Prime Minister Benjamin Netanyahu of Israel had to be pressured into agreeing to the cease-fire with Hamas. Many in his coalition would still prefer to break it and return to a full-blown war in pursuit of “total victory,” rather than risk Hamas surviving, regrouping, rearming and rebuilding the capacity to threaten Israel militarily.
In conversations with ordinary Israelis, there is a palpable sense that the nation is at a crossroads — and not just over what to do about Gaza. Tens of thousands more people emigrated from Israel over the past year than immigrated to the country. Many Israelis across the political spectrum say they believe the election to be held sometime in the coming year will be climactic and decisive, with its outcome determining the future character of the country and whether more citizens will choose to stay or leave.
Hanging in the balance is a fraught part of Israel’s social contract. It is a tattered binding between the ultra-Orthodox, hundreds of thousands of whom demonstrated in Jerusalem last week to demand the extension of their decades-old exemption from military service, and the tens of thousands of reservists who have exhausted themselves serving multiple tours of duty in Gaza.
Much will hinge on what Mr. Netanyahu decides in the coming months: what he is pressured into doing or accepting, what he prioritizes above all else and what, at 76, he wants his legacy to be.
Much will hinge, too, on how those seeking to defeat him will position themselves to Israeli voters who are worn out from the war but also deeply skeptical of the prospects for peace.
In Saturday night’s speeches, a great deal of attention was paid to how Mr. Rabin had been a warrior for Israel before seeking peace with the Palestinians.
There were also acknowledgments of how much the current political mood in Israel resembles the charged, polarized atmosphere that preceded Mr. Rabin’s murder.

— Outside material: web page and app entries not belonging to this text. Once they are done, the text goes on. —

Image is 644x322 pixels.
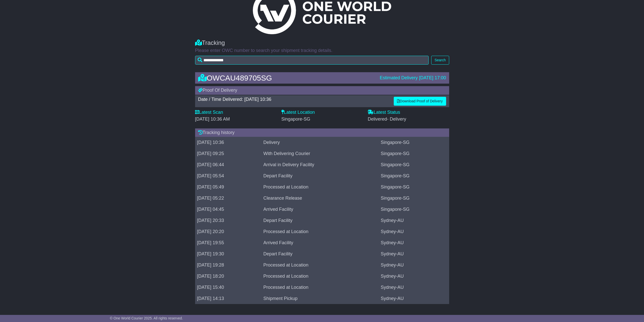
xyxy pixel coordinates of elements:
[380,75,446,80] div: Estimated Delivery [DATE] 17:00
[379,237,449,248] td: Sydney-AU
[281,109,315,115] label: Latest Location
[195,293,261,304] td: [DATE] 14:13
[261,148,379,159] td: With Delivering Courier
[261,226,379,237] td: Processed at Location
[195,109,223,115] label: Latest Scan
[195,192,261,204] td: [DATE] 05:22
[198,96,389,102] div: Date / Time Delivered: [DATE] 10:36
[195,48,449,53] p: Please enter OWC number to search your shipment tracking details.
[195,237,261,248] td: [DATE] 19:55
[367,109,400,115] label: Latest Status
[379,204,449,215] td: Singapore-SG
[195,204,261,215] td: [DATE] 04:45
[379,259,449,270] td: Sydney-AU
[261,204,379,215] td: Arrived Facility
[394,96,446,106] a: Download Proof of Delivery
[379,148,449,159] td: Singapore-SG
[195,259,261,270] td: [DATE] 19:28
[367,116,406,122] span: Delivered
[261,181,379,192] td: Processed at Location
[261,259,379,270] td: Processed at Location
[379,170,449,181] td: Singapore-SG
[195,86,449,95] div: Proof Of Delivery
[387,116,406,122] span: - Delivery
[379,293,449,304] td: Sydney-AU
[110,316,183,320] span: © One World Courier 2025. All rights reserved.
[195,159,261,170] td: [DATE] 06:44
[261,170,379,181] td: Depart Facility
[261,192,379,204] td: Clearance Release
[379,192,449,204] td: Singapore-SG
[195,226,261,237] td: [DATE] 20:20
[195,181,261,192] td: [DATE] 05:49
[379,270,449,281] td: Sydney-AU
[379,281,449,293] td: Sydney-AU
[379,226,449,237] td: Sydney-AU
[261,248,379,259] td: Depart Facility
[281,116,310,122] span: Singapore-SG
[195,248,261,259] td: [DATE] 19:30
[195,281,261,293] td: [DATE] 15:40
[195,39,449,47] div: Tracking
[195,116,230,122] span: [DATE] 10:36 AM
[261,159,379,170] td: Arrival in Delivery Facility
[261,270,379,281] td: Processed at Location
[379,159,449,170] td: Singapore-SG
[195,215,261,226] td: [DATE] 20:33
[261,281,379,293] td: Processed at Location
[261,215,379,226] td: Depart Facility
[195,148,261,159] td: [DATE] 09:25
[379,137,449,148] td: Singapore-SG
[261,237,379,248] td: Arrived Facility
[195,137,261,148] td: [DATE] 10:36
[195,74,377,82] div: OWCAU489705SG
[261,137,379,148] td: Delivery
[195,128,449,137] div: Tracking history
[379,248,449,259] td: Sydney-AU
[379,181,449,192] td: Singapore-SG
[261,293,379,304] td: Shipment Pickup
[379,215,449,226] td: Sydney-AU
[431,56,449,65] button: Search
[195,270,261,281] td: [DATE] 18:20
[195,170,261,181] td: [DATE] 05:54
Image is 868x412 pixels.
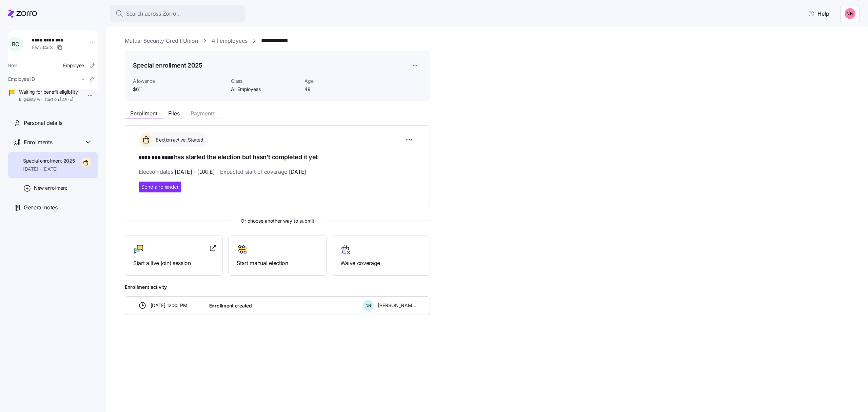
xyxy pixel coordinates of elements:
span: [DATE] - [DATE] [175,168,215,176]
span: [DATE] - [DATE] [23,166,75,172]
span: N N [366,304,371,308]
span: Enrollments [24,138,53,147]
span: Election dates [139,168,215,176]
span: Payments [190,110,215,116]
span: Search across Zorro... [126,9,181,18]
span: 48 [305,86,373,93]
span: Help [808,9,829,18]
img: 37cb906d10cb440dd1cb011682786431 [844,8,856,19]
span: Expected start of coverage [220,168,306,176]
span: Files [168,110,180,116]
button: Send a reminder [139,181,181,193]
h1: has started the election but hasn't completed it yet [139,152,416,162]
span: B C [12,41,19,47]
span: Personal details [24,119,62,127]
span: [DATE] 12:30 PM [150,302,188,309]
span: Or choose another way to submit [125,217,430,225]
span: Start a live joint session [133,259,214,267]
span: Enrollment created [209,302,252,309]
span: Special enrollment 2025 [23,158,75,164]
span: Start manual election [236,259,318,267]
h1: Special enrollment 2025 [133,61,202,70]
span: Enrollment [130,110,158,116]
span: New enrollment [34,185,67,191]
span: Allowance [133,78,225,85]
span: Waive coverage [340,259,422,267]
a: All employees [211,37,248,45]
span: Eligibility will start on [DATE] [19,97,77,103]
span: $611 [133,86,225,93]
span: Class [231,78,299,85]
span: Employee [63,62,84,69]
span: [PERSON_NAME] [378,302,416,309]
span: Role [8,62,17,69]
span: Enrollment activity [125,284,430,290]
span: Waiting for benefit eligibility [19,89,77,95]
a: Mutual Security Credit Union [125,37,198,45]
span: All Employees [231,86,299,93]
span: Employee ID [8,76,35,82]
span: Election active: Started [154,137,203,143]
button: Search across Zorro... [110,5,246,22]
button: Help [802,7,835,20]
span: General notes [24,203,58,212]
span: 55adf4d3 [32,44,53,51]
span: Send a reminder [141,183,179,191]
span: [DATE] [289,168,306,176]
span: - [82,76,84,82]
span: Age [305,78,373,85]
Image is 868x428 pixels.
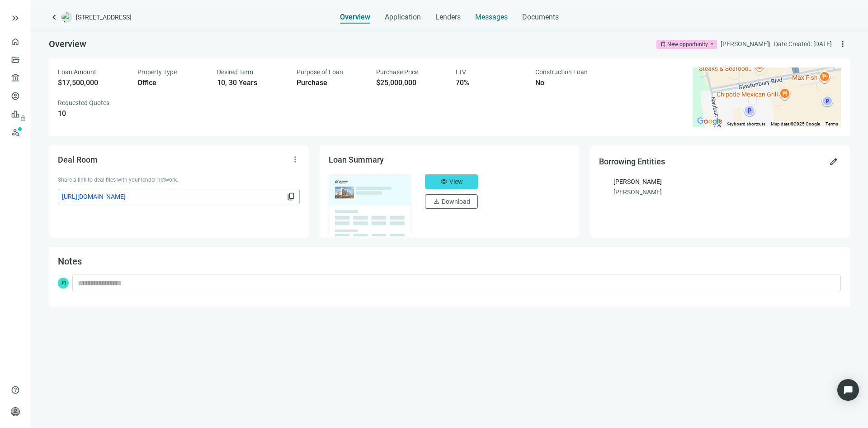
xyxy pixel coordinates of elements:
[435,13,460,22] span: Lenders
[536,78,604,88] div: No
[385,13,421,22] span: Application
[425,194,478,209] button: downloadDownload
[425,174,478,189] button: visibilityView
[838,379,859,400] div: Open Intercom Messenger
[829,157,839,166] span: edit
[442,198,470,205] span: Download
[440,178,447,185] span: visibility
[138,78,206,88] div: Office
[449,178,463,185] span: View
[376,68,418,75] span: Purchase Price
[58,78,126,88] div: $17,500,000
[340,13,370,22] span: Overview
[11,386,20,394] span: help
[660,42,666,48] span: bookmark
[48,12,60,23] a: keyboard_arrow_left
[11,407,20,416] span: person
[614,177,662,186] div: [PERSON_NAME]
[523,13,559,22] span: Documents
[775,39,833,49] div: Date Created: [DATE]
[10,13,21,23] button: keyboard_double_arrow_right
[48,38,87,49] span: Overview
[58,99,109,107] span: Requested Quotes
[433,198,440,205] span: download
[826,121,839,126] a: Terms (opens in new tab)
[771,121,820,126] span: Map data ©2025 Google
[217,68,254,75] span: Desired Term
[456,78,524,88] div: 70%
[667,40,708,49] div: New opportunity
[329,155,384,165] span: Loan Summary
[536,68,588,75] span: Construction Loan
[599,157,665,166] span: Borrowing Entities
[826,154,841,169] button: edit
[76,13,132,22] span: [STREET_ADDRESS]
[297,78,365,88] div: Purchase
[58,109,126,118] div: 10
[614,187,841,197] div: [PERSON_NAME]
[62,191,285,202] span: [URL][DOMAIN_NAME]
[61,12,73,23] img: deal-logo
[376,78,445,88] div: $25,000,000
[721,39,770,49] div: [PERSON_NAME] |
[326,172,415,238] img: dealOverviewImg
[727,121,766,127] button: Keyboard shortcuts
[217,78,286,88] div: 10, 30 Years
[839,39,847,49] span: more_vert
[58,68,96,75] span: Loan Amount
[138,68,177,75] span: Property Type
[475,13,508,22] span: Messages
[695,115,725,127] a: Open this area in Google Maps (opens a new window)
[58,155,98,165] span: Deal Room
[286,192,296,201] span: content_copy
[288,152,303,166] button: more_vert
[695,115,725,127] img: Google
[836,36,850,51] button: more_vert
[58,277,68,289] span: JB
[58,177,178,183] span: Share a link to deal files with your lender network.
[456,68,466,75] span: LTV
[291,155,299,164] span: more_vert
[297,68,344,75] span: Purpose of Loan
[58,256,82,267] span: Notes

Mr. Golan, the former general, saw his rise through the military ranks end after a 2016 speech in which he drew parallels between contemporary Israel and Germany before the Holocaust. On Saturday night, he said the three shots that killed Mr. Rubin still echo today, “every time the government incites against its citizens, every time patriots are called traitors, every time protesters exercising their civic responsibility are beaten.”
Mr. Lapid, the centrist opposition leader, argued that the right-wing and religious parties in the governing coalition, like Mr. Rabin’s detractors, were distorting the very idea of Jewishness and turning it into something violent.
“The violent racism of Itamar Ben-Gvir is not Judaism,” he said, referring to Mr. Netanyahu’s national security minister. “Anyone who suggests dropping an atomic bomb on Gaza does not represent Judaism,” he added, referring to another ultranationalist minister’s suggestion.
“Settler violence is not Judaism,” Mr. Lapid said. “Judaism does not belong to the extremists, nor to the corrupt, nor to the draft dodgers.”
David M. Halbfinger is the Jerusalem bureau chief, leading coverage of Israel, Gaza and the West Bank. He also held that post from 2017 to 2021. He was the Politics editor of The Times from 2021 to 2025.